Outside those three, gh via Bash is the lighter tool.
The decision rule
Use an MCP when:
- the capability has no mature CLI (Notion, Jira, Sentry, an internal API);
- you’re on a client with no shell;
- you want typed output and per-tool permission control;
- you’ll reuse the same server across multiple clients.
Prefer the CLI / skip the MCP when:
- a mature CLI already exists (
gh,aws,kubectl,psql) and you have a shell; - the server exposes a big surface you’ll use 5% of;
- token budget matters and your client doesn’t defer schemas.
Impact
- Dropped the GitHub MCP on my shell-based setup.
ghvia Bash covers essentially all of it — fewer tools in play, fewer write tools to gate, one less server to babysit. - Kept MCP for the SaaS in my stack that has no CLI at all. That’s exactly where it buys something the shell can’t.
Decisions
- Default to the CLI when a good one exists and I have a shell. It’s the smaller, more legible tool.
- MCP for shell-less clients and for per-tool permission gating. Those are the cases the CLI genuinely can’t cover.
- Gate write tools with deny rules regardless of which path I’m on — see the permission-tuning post.
Limitations
- Deferred tool loading is version- and client-dependent. On clients that load every schema at startup, the token argument against big MCP servers is much stronger.

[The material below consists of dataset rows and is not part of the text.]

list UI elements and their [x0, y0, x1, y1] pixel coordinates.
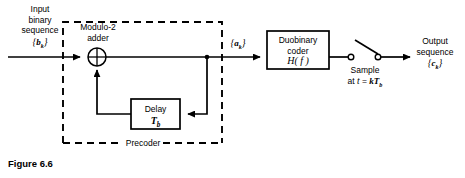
delay-label-line1: Delay — [131, 104, 180, 115]
sample-caption-line1: Sample — [331, 65, 399, 76]
coder-transfer-function: H( f ) — [267, 56, 329, 67]
input-label-line1: Input — [12, 4, 68, 15]
precoder-label: Precoder — [113, 138, 173, 149]
output-sequence-label: Output sequence {ck} — [407, 36, 463, 72]
sample-kT: kT — [369, 76, 379, 86]
coder-function-arg: ( f ) — [294, 55, 308, 66]
output-label-line1: Output — [407, 36, 463, 47]
sampling-switch-symbol — [348, 40, 381, 60]
figure-caption: Figure 6.6 — [8, 158, 53, 169]
intermediate-brace-close: } — [242, 38, 246, 48]
output-brace-close: } — [439, 58, 443, 68]
input-label-line3: sequence — [12, 25, 68, 36]
modulo-2-adder-label: Modulo-2 adder — [69, 22, 127, 43]
delay-symbol: Tb — [131, 116, 180, 130]
delay-var-subscript: b — [157, 120, 161, 128]
sample-caption: Sample at t = kTb — [331, 65, 399, 90]
feedback-path-left — [97, 70, 131, 114]
feedback-path-right — [188, 57, 207, 114]
adder-label-line1: Modulo-2 — [69, 22, 127, 33]
output-label-line2: sequence — [407, 47, 463, 58]
sample-kT-subscript: b — [379, 81, 382, 87]
sample-equals: = — [360, 76, 370, 86]
figure-container: Input binary sequence {bk} Modulo-2 adde… — [0, 0, 465, 178]
delay-block-label: Delay Tb — [131, 104, 180, 130]
duobinary-coder-label: Duobinary coder H( f ) — [267, 35, 329, 67]
input-sequence-label: Input binary sequence {bk} — [12, 4, 68, 51]
coder-label-line1: Duobinary — [267, 35, 329, 46]
input-symbol: {bk} — [12, 37, 68, 51]
intermediate-sequence-label: {ak} — [219, 38, 257, 52]
input-label-line2: binary — [12, 15, 68, 26]
sample-at-text: at — [348, 76, 357, 86]
adder-label-line2: adder — [69, 33, 127, 44]
sample-caption-line2: at t = kTb — [331, 76, 399, 90]
precoder-label-text: Precoder — [126, 138, 161, 148]
modulo-2-adder-symbol — [88, 48, 106, 66]
input-brace-close: } — [44, 37, 48, 47]
output-symbol: {ck} — [407, 58, 463, 72]
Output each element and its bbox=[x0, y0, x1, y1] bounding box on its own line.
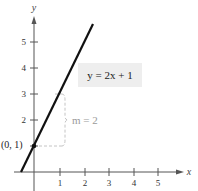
y-tick-label: 3 bbox=[22, 89, 27, 99]
x-axis-label: x bbox=[186, 166, 192, 177]
line-y-2x-plus-1 bbox=[21, 24, 93, 172]
x-tick-label: 1 bbox=[58, 178, 63, 188]
y-tick-label: 5 bbox=[22, 37, 27, 47]
slope-label: m = 2 bbox=[72, 114, 98, 126]
x-tick-label: 3 bbox=[107, 178, 112, 188]
x-tick-label: 5 bbox=[156, 178, 161, 188]
x-tick-label: 2 bbox=[83, 178, 88, 188]
slope-guide bbox=[34, 94, 68, 146]
y-tick-label: 2 bbox=[22, 115, 27, 125]
y-axis-arrow-icon bbox=[32, 16, 37, 24]
x-tick-label: 4 bbox=[132, 178, 137, 188]
x-axis-arrow-icon bbox=[176, 170, 184, 175]
intercept-label: (0, 1) bbox=[1, 139, 23, 150]
y-axis-label: y bbox=[31, 2, 37, 13]
chart-canvas: 2 3 4 5 1 2 3 4 5 y x bbox=[0, 0, 198, 191]
intercept-point bbox=[32, 144, 37, 149]
equation-label: y = 2x + 1 bbox=[78, 63, 142, 87]
equation-text: y = 2x + 1 bbox=[87, 69, 132, 81]
y-tick-label: 4 bbox=[22, 63, 27, 73]
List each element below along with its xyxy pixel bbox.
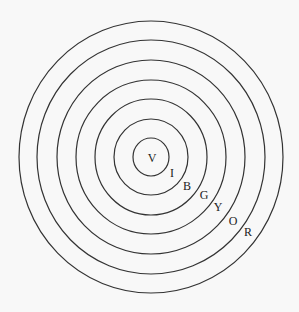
- label-v: V: [148, 151, 157, 165]
- label-o: O: [229, 214, 238, 228]
- label-i: I: [170, 166, 174, 180]
- label-y: Y: [214, 200, 223, 214]
- label-g: G: [200, 188, 209, 202]
- concentric-rings-diagram: V I B G Y O R: [0, 0, 299, 312]
- rings-svg: V I B G Y O R: [0, 0, 299, 312]
- label-b: B: [183, 179, 191, 193]
- label-r: R: [244, 225, 252, 239]
- labels-group: V I B G Y O R: [148, 151, 252, 239]
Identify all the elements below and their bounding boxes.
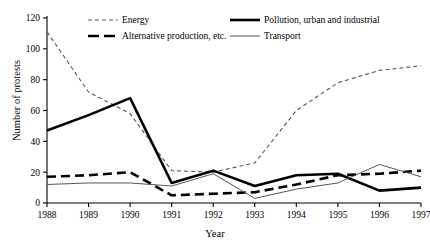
legend-item-alternative-production[interactable]: Alternative production, etc. — [88, 31, 230, 41]
legend-swatch-pollution — [230, 15, 260, 25]
x-axis-tick-label: 1990 — [121, 210, 140, 220]
y-axis-tick-label: 120 — [26, 13, 41, 23]
y-axis-tick-label: 40 — [31, 137, 41, 147]
y-axis-title: Number of protests — [11, 41, 22, 161]
chart-container: 0204060801001201988198919901991199219931… — [0, 0, 430, 250]
y-axis-tick-label: 60 — [31, 106, 41, 116]
x-axis-tick-label: 1997 — [412, 210, 430, 220]
legend-label-energy: Energy — [122, 15, 149, 25]
legend-label-pollution: Pollution, urban and industrial — [264, 15, 380, 25]
series-line-transport — [47, 164, 421, 198]
legend-label-alternative-production: Alternative production, etc. — [122, 31, 226, 41]
legend-item-pollution[interactable]: Pollution, urban and industrial — [230, 15, 418, 25]
x-axis-tick-label: 1989 — [79, 210, 98, 220]
y-axis-tick-label: 20 — [31, 168, 41, 178]
x-axis-tick-label: 1995 — [328, 210, 347, 220]
x-axis-tick-label: 1988 — [38, 210, 57, 220]
legend-swatch-transport — [230, 31, 260, 41]
series-line-energy — [47, 32, 421, 172]
x-axis-tick-label: 1994 — [287, 210, 306, 220]
legend-item-transport[interactable]: Transport — [230, 31, 418, 41]
legend-swatch-energy — [88, 15, 118, 25]
legend-item-energy[interactable]: Energy — [88, 15, 230, 25]
x-axis-tick-label: 1996 — [370, 210, 389, 220]
series-line-pollution-urban-and-industrial — [47, 98, 421, 191]
y-axis-tick-label: 100 — [26, 44, 41, 54]
y-axis-tick-label: 0 — [35, 198, 40, 208]
x-axis-tick-label: 1991 — [162, 210, 181, 220]
x-axis-tick-label: 1993 — [245, 210, 264, 220]
x-axis-tick-label: 1992 — [204, 210, 223, 220]
legend-swatch-alternative-production — [88, 31, 118, 41]
x-axis-title: Year — [0, 228, 430, 239]
y-axis-tick-label: 80 — [31, 75, 41, 85]
chart-legend: Energy Pollution, urban and industrial A… — [88, 12, 418, 44]
legend-label-transport: Transport — [264, 31, 301, 41]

ghoutput is free text by default — you reach for--json/--jqto get structure, whereas an MCP tool hands it to you typed.- Per-tool deny is cleaner with MCP than with Bash.
deny mcp__github__merge_pull_requestis exact; a Bash pattern is a string match, not an understanding of the command. - The rule flips entirely for capabilities with no CLI. There, “skip the MCP” isn’t on the table — MCP is the access path, and the trade-off becomes which tools to enable, not whether to.